The Eastern Cape government intends to ensure that black farmers in red meat production become part of the country's mainstream economy. "The intention is to create profit and to make sure that butchery managers throughout the province are supplied by black farmers from rural areas," rural development MEC Mlibo Qoboshiyane said on Friday.
This would involve reducing the amount of meat bought from other provinces.

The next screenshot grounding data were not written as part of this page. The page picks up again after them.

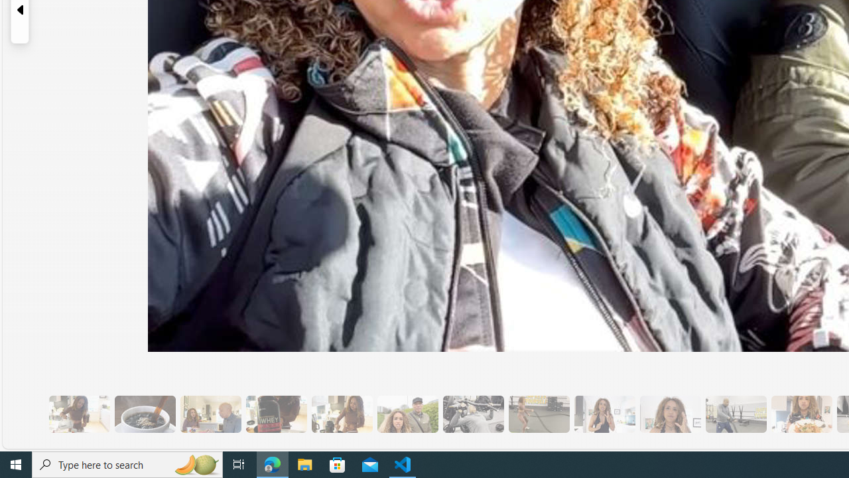 The image size is (849, 478). I want to click on 9 They Do Bench Exercises, so click(473, 414).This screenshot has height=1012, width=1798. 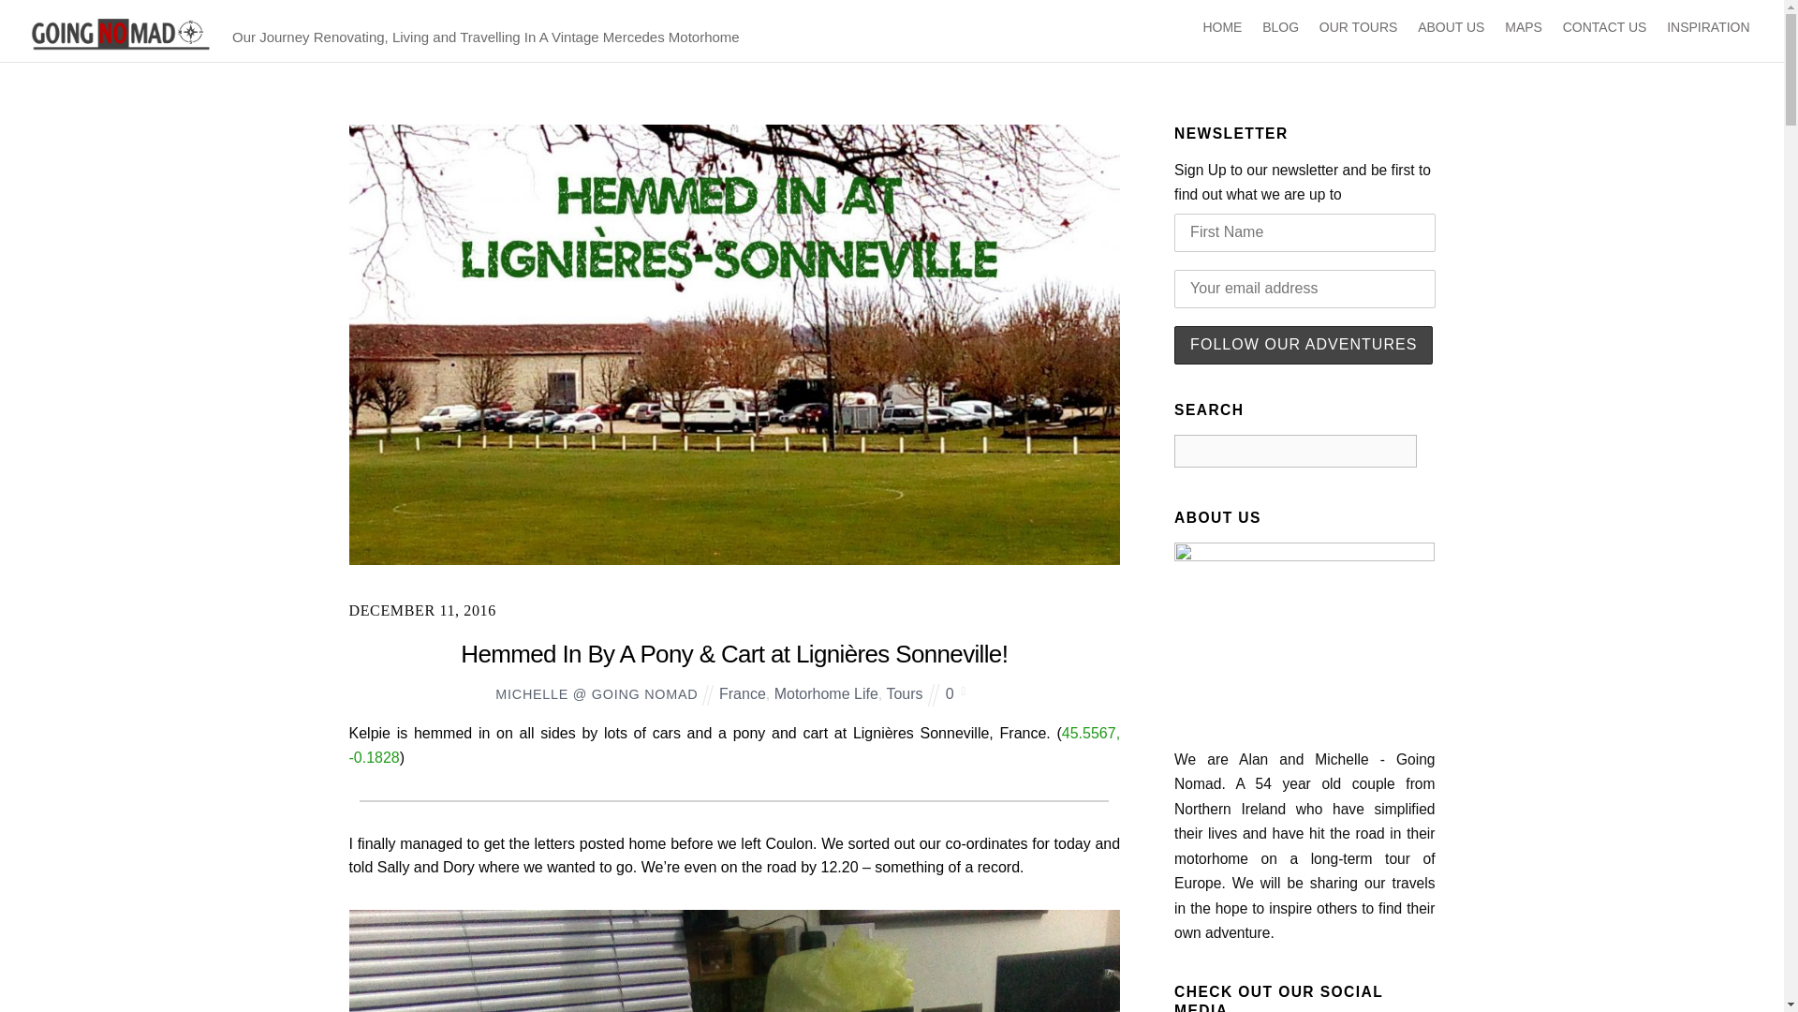 I want to click on Search, so click(x=1294, y=450).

Currently the majority of the province's hotels, shops, public institutions, caterers, restaurants, and butcheries purchase their meat from livestock farmers and abattoirs in the Western Cape, Free State, and KwaZulu-Natal.
He said it was difficult to say when this reduction would come into effect as the province's farmers first had to produce more.
Commercialising the province's livestock programme
The decision to commercialise the province's livestock programme was taken because these farmers collectively owned nearly three million head of cattle, which he said was the largest in the country.
Qoboshiyane met provincial leaders of the African Farmers' Association and National Emergent Red Meat Producers' Organisation in Mthatha on Friday. They discussed how to help black farmers benefit from commercial livestock trading.
Problems still to be overcome included lack of pastures, infrastructure, and veld fires. "Remember, we are farming in communal spaces where there's no adequate grazing land," he said.
His department and the national department were already negotiating with various countries in the world for local farmers to sell their meat to them.